- Increasing performance, capacity, and resiliency demands on storage lead to more disk drive purchases. Many small to mid-sized organizations simply purchase additional shelves or trays of disk or solid state drives (SSDs) to improve capacity, performance, and redundancy in addressing modern storage requirements. However, this is a cost prohibitive solution to a growing problem.
- Look beyond the array to meet new challenges. Growing VDI implementations, demand for greater flexibility for virtualization, and increasing unstructured data growth are breaking cost models of traditional storage, leading organizations to search for alternative ways of addressing these problems.
Our Advice
Critical Insight
- Shared networked storage is still necessary. It is a key cog in virtualization, VDI initiatives, and file storage. However, many technologies have surfaced that enable these initiatives to be equally (or more) successful with less storage than traditionally prescribed. This saves IT significant time, money, and resources.
- VDI continues to be a hot infrastructure trend. The cost of shared networked storage to provision large numbers of virtual desktops is a major challenge. Moving desktops from distributed PCs to server hosted virtual machines means that storage goes from cheap distributed disks to more expensive consolidated server storage.
- Server virtualization has moved into the mainstream. As the technology has matured, the majority have moved production workloads onto virtual servers, connected to proprietary storage arrays. Most small to mid-sized enterprises do not have the required resources to properly assess current and future requirements, making sizing up storage a stumbling block for deployment.
- Data growth has exploded, and Info-Tech predicts that the growth of unstructured data (and thus personal files) will grow between twenty and thirty times what it is today by 2020. This drastically increases the frequency at which IT must reinvest time, money, and resources into purchasing, implementing, and managing Network Attached Storage (NAS) arrays.
Impact and Result
- New VDI optimization methods like purpose-built VDI appliances (e.g. Pivot3), memory caching (e.g. Atlantis), and I/O sequencing (e.g. Virsto) drastically reduce storage capacity by 90% and increase IOPS performance by 10 times. These technologies make VDI projects more successful than before, since they solve the traditional roadblock of attaining cheap IOPS per dollar.
- Storage virtualization using storage hypervisors (e.g. DataCore SANsymphony-V), virtualized storage arrays (e.g. HP P4000 VSA), and hypervisor-based appliances (e.g. VMware vSphere Storage Appliance) abstract storage management off the array. This enables deployment of advanced storage and virtualization features on commodity servers, and allows larger organizations to deploy lower-cost or repurposed storage, minimizing vendor lock-in, while maintaining resiliency and performance features.
- File sharing services like Box.com, VMware’s Project Octopus, and Citrix’s ShareFile allow organizations to deploy their files and folders to the public Cloud. These services act as a secure file repository and takes stress off NAS. Small to mid-sized organizations should explore file sharing services to combat the explosive growth of personal files, while improving accessibility for end users.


Work task: Below are records. Find each line in them that holds the word "chart" and copy it.

Dataset rows about figures:
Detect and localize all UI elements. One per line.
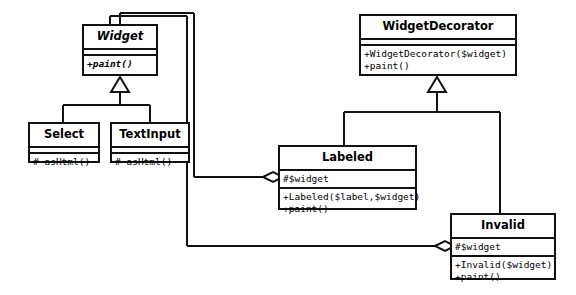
generalization-select-textinput-to-widget <box>63 77 150 122</box>
method-row: +paint() <box>455 271 551 283</box>
method-row: +paint() <box>283 203 412 215</box>
class-box-labeled[interactable]: Labeled #$widget +Labeled($label,$widget… <box>278 145 417 210</box>
attribute-row: #$widget <box>455 241 551 253</box>
method-row: # asHtml() <box>33 156 95 168</box>
hollow-triangle-icon <box>428 77 446 92</box>
class-methods-widgetdecorator: +WidgetDecorator($widget) +paint() <box>361 46 515 74</box>
class-methods-textinput: # asHtml() <box>112 154 188 170</box>
class-attributes-labeled: #$widget <box>280 171 415 187</box>
attribute-row: #$widget <box>283 173 412 185</box>
hollow-triangle-icon <box>111 77 129 92</box>
class-box-widget[interactable]: Widget +paint() <box>82 24 158 76</box>
class-methods-labeled: +Labeled($label,$widget) +paint() <box>280 189 415 217</box>
method-row: +Invalid($widget) <box>455 259 551 271</box>
class-name-widget: Widget <box>84 26 156 48</box>
class-methods-select: # asHtml() <box>30 154 98 170</box>
method-row: +Labeled($label,$widget) <box>283 191 412 203</box>
class-name-textinput: TextInput <box>112 124 188 146</box>
class-name-select: Select <box>30 124 98 146</box>
uml-diagram-canvas: Widget ===== --> Widget (long bottom rou… <box>0 0 576 295</box>
aggregation-labeled-to-widget <box>194 172 283 182</box>
class-name-invalid: Invalid <box>452 215 554 237</box>
method-row: +WidgetDecorator($widget) <box>364 48 512 60</box>
class-name-widgetdecorator: WidgetDecorator <box>361 16 515 38</box>
class-methods-widget: +paint() <box>84 56 156 72</box>
class-methods-invalid: +Invalid($widget) +paint() <box>452 257 554 285</box>
method-row: # asHtml() <box>115 156 185 168</box>
method-row: +paint() <box>364 60 512 72</box>
class-name-labeled: Labeled <box>280 147 415 169</box>
class-box-widgetdecorator[interactable]: WidgetDecorator +WidgetDecorator($widget… <box>359 14 517 76</box>
method-row: +paint() <box>87 58 153 70</box>
class-box-invalid[interactable]: Invalid #$widget +Invalid($widget) +pain… <box>450 213 556 280</box>
class-attributes-invalid: #$widget <box>452 239 554 255</box>
class-box-textinput[interactable]: TextInput # asHtml() <box>110 122 190 163</box>
class-box-select[interactable]: Select # asHtml() <box>28 122 100 163</box>
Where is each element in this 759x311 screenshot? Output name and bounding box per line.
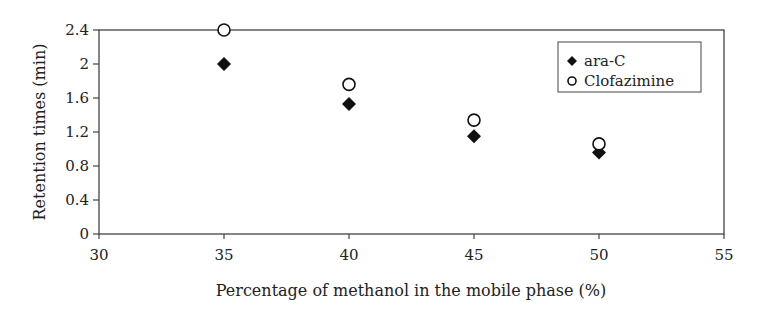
y-tick-label: 2.4 <box>65 21 89 39</box>
circle-marker <box>568 77 576 85</box>
x-tick-label: 55 <box>714 246 733 264</box>
y-tick-label: 0.4 <box>65 191 89 209</box>
y-tick-label: 1.2 <box>65 123 89 141</box>
y-tick-label: 0 <box>79 225 89 243</box>
circle-marker <box>593 138 605 150</box>
x-tick-label: 30 <box>89 246 108 264</box>
diamond-marker <box>217 57 231 71</box>
x-axis: 303540455055 <box>89 234 733 264</box>
y-axis: 00.40.81.21.622.4 <box>65 21 99 243</box>
x-tick-label: 35 <box>214 246 233 264</box>
data-points <box>217 24 606 159</box>
x-tick-label: 50 <box>589 246 608 264</box>
x-tick-label: 40 <box>339 246 358 264</box>
x-tick-label: 45 <box>464 246 483 264</box>
y-tick-label: 0.8 <box>65 157 89 175</box>
y-axis-title: Retention times (min) <box>30 44 49 221</box>
y-tick-label: 2 <box>79 55 89 73</box>
legend-label: ara-C <box>584 52 626 70</box>
circle-marker <box>468 114 480 126</box>
circle-marker <box>343 78 355 90</box>
circle-marker <box>218 24 230 36</box>
diamond-marker <box>342 97 356 111</box>
y-tick-label: 1.6 <box>65 89 89 107</box>
diamond-marker <box>467 129 481 143</box>
scatter-chart: 00.40.81.21.622.4 303540455055 Retention… <box>0 0 759 311</box>
legend-label: Clofazimine <box>584 72 674 90</box>
legend: ara-CClofazimine <box>558 42 701 92</box>
x-axis-title: Percentage of methanol in the mobile pha… <box>216 281 607 300</box>
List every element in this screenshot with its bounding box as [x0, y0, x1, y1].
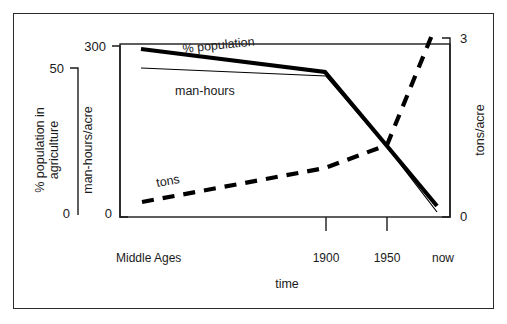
series-label-population: % population	[182, 35, 255, 56]
y-axis-title-population-line2: agriculture	[47, 121, 61, 179]
chart-canvas: 50 0 % population in agriculture 300 0 m…	[0, 0, 507, 324]
x-axis-title: time	[275, 277, 299, 291]
y-axis-title-man-hours-per-acre: man-hours/acre	[81, 106, 95, 194]
y-tick-label-population-50: 50	[50, 61, 64, 76]
axis-bracket-tons	[442, 38, 450, 217]
x-axis-ticks	[326, 217, 387, 231]
axis-bracket-population	[70, 68, 78, 215]
y-tick-label-manhours-0: 0	[105, 206, 112, 221]
x-tick-label-1900: 1900	[313, 251, 340, 265]
y-axis-title-tons-per-acre: tons/acre	[473, 104, 487, 155]
y-tick-label-tons-0: 0	[460, 209, 467, 224]
x-tick-label-1950: 1950	[374, 251, 401, 265]
series-line-population	[141, 49, 437, 206]
series-label-man-hours: man-hours	[175, 84, 235, 98]
series-label-tons: tons	[155, 172, 181, 190]
x-tick-label-middle-ages: Middle Ages	[116, 251, 181, 265]
y-tick-label-population-0: 0	[63, 206, 70, 221]
y-tick-label-manhours-300: 300	[84, 39, 106, 54]
series-line-tons	[142, 35, 432, 202]
figure-root: 50 0 % population in agriculture 300 0 m…	[0, 0, 507, 324]
y-axis-title-population-line1: % population in	[33, 107, 47, 193]
y-tick-label-tons-3: 3	[460, 31, 467, 46]
x-tick-label-now: now	[432, 251, 454, 265]
plot-frame-rect	[120, 44, 450, 217]
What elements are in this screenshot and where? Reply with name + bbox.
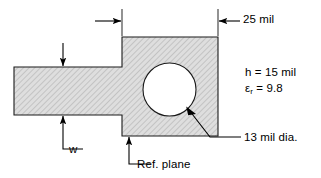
- label-pad-width: 25 mil: [243, 13, 274, 26]
- epsilon-value: = 9.8: [253, 82, 283, 94]
- label-hole-diameter: 13 mil dia.: [244, 131, 298, 144]
- label-substrate-height: h = 15 mil: [245, 66, 296, 79]
- label-trace-width: w: [69, 143, 77, 156]
- label-dielectric-constant: εr = 9.8: [245, 82, 283, 96]
- technical-drawing-figure: 25 mil h = 15 mil εr = 9.8 13 mil dia. w…: [0, 0, 321, 178]
- label-reference-plane: Ref. plane: [137, 158, 190, 171]
- epsilon-subscript: r: [250, 87, 253, 96]
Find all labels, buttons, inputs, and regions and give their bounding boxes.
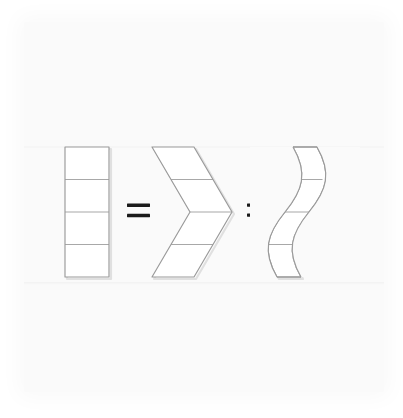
shape-chevron — [152, 147, 234, 279]
figures-svg — [0, 0, 403, 418]
diagram-root: Equal-length shapes comparison straight … — [0, 0, 403, 418]
equals-sign-1 — [127, 204, 150, 218]
shape-straight-bar — [65, 147, 111, 279]
shape-s-curve — [250, 147, 360, 279]
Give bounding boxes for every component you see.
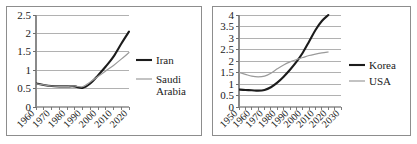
series-line-usa bbox=[239, 52, 328, 77]
series-line-iran bbox=[36, 32, 129, 88]
chart-panel-left: 00.511.522.51960197019801990200020102020… bbox=[6, 6, 202, 136]
y-tick-label: 2.5 bbox=[220, 43, 234, 55]
legend-label: Korea bbox=[369, 59, 396, 71]
series-line-saudi-arabia bbox=[36, 53, 129, 87]
chart-right-canvas: 00.511.522.533.5419501960197019801990200… bbox=[213, 7, 410, 135]
legend-label-continued: Arabia bbox=[156, 85, 186, 97]
y-tick-label: 4 bbox=[229, 9, 235, 21]
y-tick-label: 0.5 bbox=[220, 89, 234, 101]
y-tick-label: 2 bbox=[26, 27, 32, 39]
legend-label: USA bbox=[369, 75, 391, 87]
y-tick-label: 1 bbox=[26, 64, 32, 76]
y-tick-label: 1.5 bbox=[17, 45, 31, 57]
x-tick-label: 2020 bbox=[107, 108, 129, 130]
legend-label: Saudi bbox=[156, 73, 181, 85]
y-tick-label: 2 bbox=[229, 55, 235, 67]
y-tick-label: 3 bbox=[229, 32, 235, 44]
y-tick-label: 0.5 bbox=[17, 82, 31, 94]
y-tick-label: 3.5 bbox=[220, 20, 234, 32]
y-tick-label: 1.5 bbox=[220, 66, 234, 78]
chart-left: 00.511.522.51960197019801990200020102020… bbox=[7, 7, 201, 135]
y-tick-label: 2.5 bbox=[17, 9, 31, 21]
y-tick-label: 1 bbox=[229, 78, 235, 90]
chart-right: 00.511.522.533.5419501960197019801990200… bbox=[213, 7, 410, 135]
figure-root: 00.511.522.51960197019801990200020102020… bbox=[0, 0, 417, 144]
legend-label: Iran bbox=[156, 54, 174, 66]
chart-panel-right: 00.511.522.533.5419501960197019801990200… bbox=[212, 6, 411, 136]
chart-left-canvas: 00.511.522.51960197019801990200020102020… bbox=[7, 7, 201, 135]
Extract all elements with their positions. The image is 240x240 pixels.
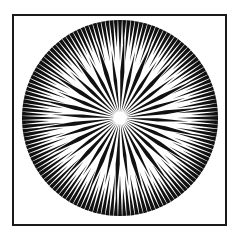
radial-starburst-pattern (0, 0, 240, 240)
spokes (22, 20, 218, 216)
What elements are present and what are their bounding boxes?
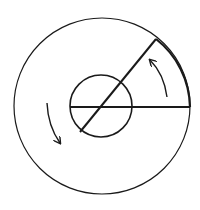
diagonal-radius-line: [80, 39, 156, 132]
sector-arc: [156, 39, 190, 107]
rotation-arrow-right-icon: [150, 60, 167, 97]
circle-sector-diagram: [0, 0, 200, 210]
rotation-arrow-left-icon: [47, 103, 60, 143]
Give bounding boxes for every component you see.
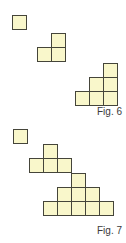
unit-square [43, 144, 58, 159]
unit-square [75, 91, 90, 106]
unit-square [51, 33, 66, 48]
unit-square [43, 201, 58, 216]
unit-square [57, 187, 72, 202]
figure-6-caption: Fig. 6 [62, 106, 122, 118]
unit-square [37, 47, 52, 62]
unit-square [13, 129, 28, 144]
unit-square [29, 158, 44, 173]
figure-7-caption: Fig. 7 [62, 225, 122, 237]
unit-square [103, 77, 118, 92]
unit-square [103, 91, 118, 106]
unit-square [71, 187, 86, 202]
unit-square [43, 158, 58, 173]
unit-square [85, 201, 100, 216]
unit-square [12, 15, 27, 30]
unit-square [89, 91, 104, 106]
unit-square [71, 201, 86, 216]
pattern-worksheet: Fig. 6 Fig. 7 [0, 0, 126, 243]
unit-square [71, 173, 86, 188]
unit-square [51, 47, 66, 62]
unit-square [99, 201, 114, 216]
unit-square [103, 63, 118, 78]
unit-square [85, 187, 100, 202]
unit-square [57, 158, 72, 173]
unit-square [57, 201, 72, 216]
unit-square [89, 77, 104, 92]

Task result:
scatter-chart: 00.40.81.21.622.4 303540455055 Retention… <box>0 0 759 311</box>
chart-canvas: 50 0 % population in agriculture 300 0 m…	[0, 0, 507, 324]
chart-panel-left: 00.511.522.51960197019801990200020102020… bbox=[6, 6, 202, 136]
chart-right-canvas: 00.511.522.533.5419501960197019801990200… bbox=[213, 7, 410, 135]
chart-left: 00.511.522.51960197019801990200020102020… bbox=[7, 7, 201, 135]
chart-right: 00.511.522.533.5419501960197019801990200… bbox=[213, 7, 410, 135]
chart-panel-right: 00.511.522.533.5419501960197019801990200… bbox=[212, 6, 411, 136]
chart-left-canvas: 00.511.522.51960197019801990200020102020… bbox=[7, 7, 201, 135]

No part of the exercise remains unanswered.